Another nation that have been a mighty nation. Another nation that had known the power of God. Another nation that was created by God. And as long as God was at the center of the nation, they were strong and victorious. But when they failed and turned from God, they became destroyed by their enemies and the nations ceased to exist as such. Now for seventy years Jeremiah prophesied they would be in Babylon in captivity. And again, you really need Jeremiah as a background to this particular period of history. Also, of course, now as you get into Babylonian captivity, you need the prophecies of Ezekiel and Daniel and so forth. And so these all are good background for this particular point of history.

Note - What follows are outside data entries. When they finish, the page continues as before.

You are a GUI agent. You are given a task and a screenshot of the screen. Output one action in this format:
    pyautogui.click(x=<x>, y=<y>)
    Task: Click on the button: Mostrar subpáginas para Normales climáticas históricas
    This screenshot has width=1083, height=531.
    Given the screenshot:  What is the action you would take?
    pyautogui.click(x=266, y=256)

As we start into the books of the Chronicles of the kings of Judah, you remember that all the way through from First Samuel till now, we have been reading, "And the rest of the acts are they not recorded in the chronicles of the kings of Judah." So you're going to get further details on a lot of the kings of Judah. Not in the kings of Israel. We do not have the chronicles of the kings of Israel. But these are more or less the official court records, the court documents that record the reigns of the kings, their accomplishments and all, as we get into Chronicles. So in a sense, it is going to be going over the same period of history from Saul to Zedekiah as we deal with the kings of Judah. But yet, we will get further insight and details on many of the kings. Much of the insight in detail is very valuable and very interesting. And I think you'll enjoy the books of First and Second Chronicles as we deal now with the Chronicles of the kings of Judah.

And so your assignment, of course, is to go ahead and start reading First Chronicles, along with Isaiah, Ezekiel, Daniel and Jeremiah. Might as well be smart, no premium on being dumb.

May the Lord give you an especially good week this week. Oh, may God deliver you from the power, the strong power of your own fleshly desires that would drag you down and cause you to live like other men in the world around you. And may you live a life that is pleasing unto the Lord. May you stand with Josiah before the law of the Lord and make a covenant to obey God and to follow after God and to serve Him with your whole heart and soul. May God anoint you and give you that strength that you need to fulfill the commitment that you made. In Jesus' name.